Memory Lane: The Explosion Heard Throughout the City

In the summer of 1987, a calamity took place on 18th Avenue in Boro Park. The younger ones among us will not remember it, but anyone who was in the vicinity will never forget it. A propane tank accident resulted in an explosion of massive proportions—killing four people, injuring forty, and leveling four storefronts (the site of which is today Goldberg’s Supermarket). The miracles that occurred then are celebrated to this day, each and every year.
‘Like London in WWII’
Tuesday morning, July 21/ 24 Tammuz, of that year began like any other workday for Yaakov “Ziggy” Zagelbaum, then the proprietor of 18th Avenue Plumbing Supply. Arriving early in the morning, he witnessed the weekly delivery of propane tanks to the basement of his store.
An early customer told a reporter that he witnessed two propane tanks collide with each other, and one bounced down the cellar stairs, becoming damaged in the process. It began spewing gas, which is in itself not the worst thing. “Except,” Yaakov said in an interview with Mishpacha, “that we had a water tank down there.
“Now this water tank was, for the most part, inactive, used for just a sink or two that provided the store with hot water. It wasn’t even a lot of hot water — there were no tubs, showers, or bathrooms, just a couple of faucets — but when the gas reached the tank’s pilot light, the whole building turned into a huge missile, a tremendous bomb ready to explode.”
And that is exactly what happened next.
“It didn’t take more than maybe 30 seconds — the cement between the bricks of the building began spraying out violently. It felt like a sudden, powerful sandstorm. And next, the bricks themselves began shooting out like missiles, flying maybe 200 or 300 feet in all directions. It happened so fast there was no time to process a coherent thought; a bizarre horror scene, bricks and mortar erupting from a calm façade as a solid building exploded.
“In seconds, I saw the entire building, showcase window and all, rise in the air before crashing back down — onto me, around me, everywhere. The building — and four adjoining buildings — collapsed into tremendous heaps of rubble. Instinctively, I put my hand up to block it, but I was literally under it.”
Four lives were lost, and dozens were injured in the unbelievable explosion. And that Yaakov survived is an absolute miracle.
‘With G-d’s Gloves’
Amid the chaos and the loss, the New York Daily News recognized the heroism of Chevra Hatzolah, which rushed toward danger, running into the rubble, searching for survivors and evacuating them to local hospitals. On the following day, a major piece of their coverage was focused on the heroism of Hatzolah members. At a time when the organization was in its infancy, they immediately made a name for themselves as they bravely ran to help, no matter the obstacles.
“They answer the call,” the Daily News captioned the picture of R’ Nachman Neiger, longtime Hatzolah veteran running with a stretcher. “The name in Hebrew means ‘help’ and yesterday members of Hatzolah—a Jewish volunteer ambulance corps—were true to the name when trhee buildings blew up in Brooklyn.
“With G-d’s gloves,” said a headline the following morning in Newsday, like its counterparts focusing in on the heroism of Hatzolah members. “When the explosion ripped through the two-story buildings in the heart of Borough Park, Isaac Abraham was in his Church Avenue hardware store. Mark Davidman, 28, was at Foster Avenue and East 58th Street where he works for Metro Ambulance. Volvie Herman, 35, an electrical contractor, was two blocks away…
“It was like a war zone. I got there and a woman pointed to a pile of concrete and beams and said ‘a man is in there,’ so I started digging,” said Volvie Herman, 25 a Hatzoloh emergency medical technician for six years.”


◆ ABOUT THIS EXERCISE
Transcribe every record exactly as it appears.
-- AVAILABLE DATA follows --
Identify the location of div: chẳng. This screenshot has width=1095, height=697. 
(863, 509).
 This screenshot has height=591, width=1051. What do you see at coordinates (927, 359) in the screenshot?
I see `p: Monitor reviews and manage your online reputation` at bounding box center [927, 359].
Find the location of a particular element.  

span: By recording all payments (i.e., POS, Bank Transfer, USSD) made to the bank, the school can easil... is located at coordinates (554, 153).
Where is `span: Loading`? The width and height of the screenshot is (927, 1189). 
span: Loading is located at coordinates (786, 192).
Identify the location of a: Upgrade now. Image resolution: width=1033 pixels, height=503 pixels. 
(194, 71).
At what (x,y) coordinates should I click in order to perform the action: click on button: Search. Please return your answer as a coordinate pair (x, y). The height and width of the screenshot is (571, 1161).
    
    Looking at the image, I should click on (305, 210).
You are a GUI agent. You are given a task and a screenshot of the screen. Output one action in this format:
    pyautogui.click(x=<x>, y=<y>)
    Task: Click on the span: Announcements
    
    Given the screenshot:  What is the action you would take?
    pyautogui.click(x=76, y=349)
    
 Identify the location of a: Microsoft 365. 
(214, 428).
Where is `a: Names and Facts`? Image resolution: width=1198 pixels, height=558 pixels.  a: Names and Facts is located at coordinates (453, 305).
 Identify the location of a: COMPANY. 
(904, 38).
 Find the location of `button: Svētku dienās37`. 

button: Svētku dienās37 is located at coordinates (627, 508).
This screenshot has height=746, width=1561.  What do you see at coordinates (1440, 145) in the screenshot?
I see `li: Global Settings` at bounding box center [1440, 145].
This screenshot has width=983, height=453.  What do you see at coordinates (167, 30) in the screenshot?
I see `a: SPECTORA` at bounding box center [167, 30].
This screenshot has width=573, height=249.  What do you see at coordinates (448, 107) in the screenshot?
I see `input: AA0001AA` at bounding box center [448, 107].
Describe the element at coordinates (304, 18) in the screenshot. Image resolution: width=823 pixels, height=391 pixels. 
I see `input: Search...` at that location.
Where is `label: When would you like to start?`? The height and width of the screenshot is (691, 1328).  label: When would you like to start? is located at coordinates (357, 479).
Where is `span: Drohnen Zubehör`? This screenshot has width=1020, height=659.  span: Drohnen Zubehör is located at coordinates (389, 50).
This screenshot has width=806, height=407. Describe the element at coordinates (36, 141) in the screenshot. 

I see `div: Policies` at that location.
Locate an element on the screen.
-- AVAILABLE DATA concluded --
◆ ANSWER FOR THIS EXERCISE
Identify the location of div: chẳng. This screenshot has width=1095, height=697. 
(863, 509).
 This screenshot has height=591, width=1051. What do you see at coordinates (927, 359) in the screenshot?
I see `p: Monitor reviews and manage your online reputation` at bounding box center [927, 359].
Find the location of a particular element.  

span: By recording all payments (i.e., POS, Bank Transfer, USSD) made to the bank, the school can easil... is located at coordinates (554, 153).
Where is `span: Loading`? The width and height of the screenshot is (927, 1189). 
span: Loading is located at coordinates (786, 192).
Identify the location of a: Upgrade now. Image resolution: width=1033 pixels, height=503 pixels. 
(194, 71).
At what (x,y) coordinates should I click in order to perform the action: click on button: Search. Please return your answer as a coordinate pair (x, y). The height and width of the screenshot is (571, 1161).
    
    Looking at the image, I should click on (305, 210).
You are a GUI agent. You are given a task and a screenshot of the screen. Output one action in this format:
    pyautogui.click(x=<x>, y=<y>)
    Task: Click on the span: Announcements
    
    Given the screenshot:  What is the action you would take?
    pyautogui.click(x=76, y=349)
    
 Identify the location of a: Microsoft 365. 
(214, 428).
Where is `a: Names and Facts`? Image resolution: width=1198 pixels, height=558 pixels.  a: Names and Facts is located at coordinates (453, 305).
 Identify the location of a: COMPANY. 
(904, 38).
 Find the location of `button: Svētku dienās37`. 

button: Svētku dienās37 is located at coordinates (627, 508).
This screenshot has height=746, width=1561.  What do you see at coordinates (1440, 145) in the screenshot?
I see `li: Global Settings` at bounding box center [1440, 145].
This screenshot has width=983, height=453.  What do you see at coordinates (167, 30) in the screenshot?
I see `a: SPECTORA` at bounding box center [167, 30].
This screenshot has width=573, height=249.  What do you see at coordinates (448, 107) in the screenshot?
I see `input: AA0001AA` at bounding box center [448, 107].
Describe the element at coordinates (304, 18) in the screenshot. Image resolution: width=823 pixels, height=391 pixels. 
I see `input: Search...` at that location.
Where is `label: When would you like to start?`? The height and width of the screenshot is (691, 1328).  label: When would you like to start? is located at coordinates (357, 479).
Where is `span: Drohnen Zubehör`? This screenshot has width=1020, height=659.  span: Drohnen Zubehör is located at coordinates (389, 50).
This screenshot has width=806, height=407. Describe the element at coordinates (36, 141) in the screenshot. 

I see `div: Policies` at that location.
Locate an element on the screen.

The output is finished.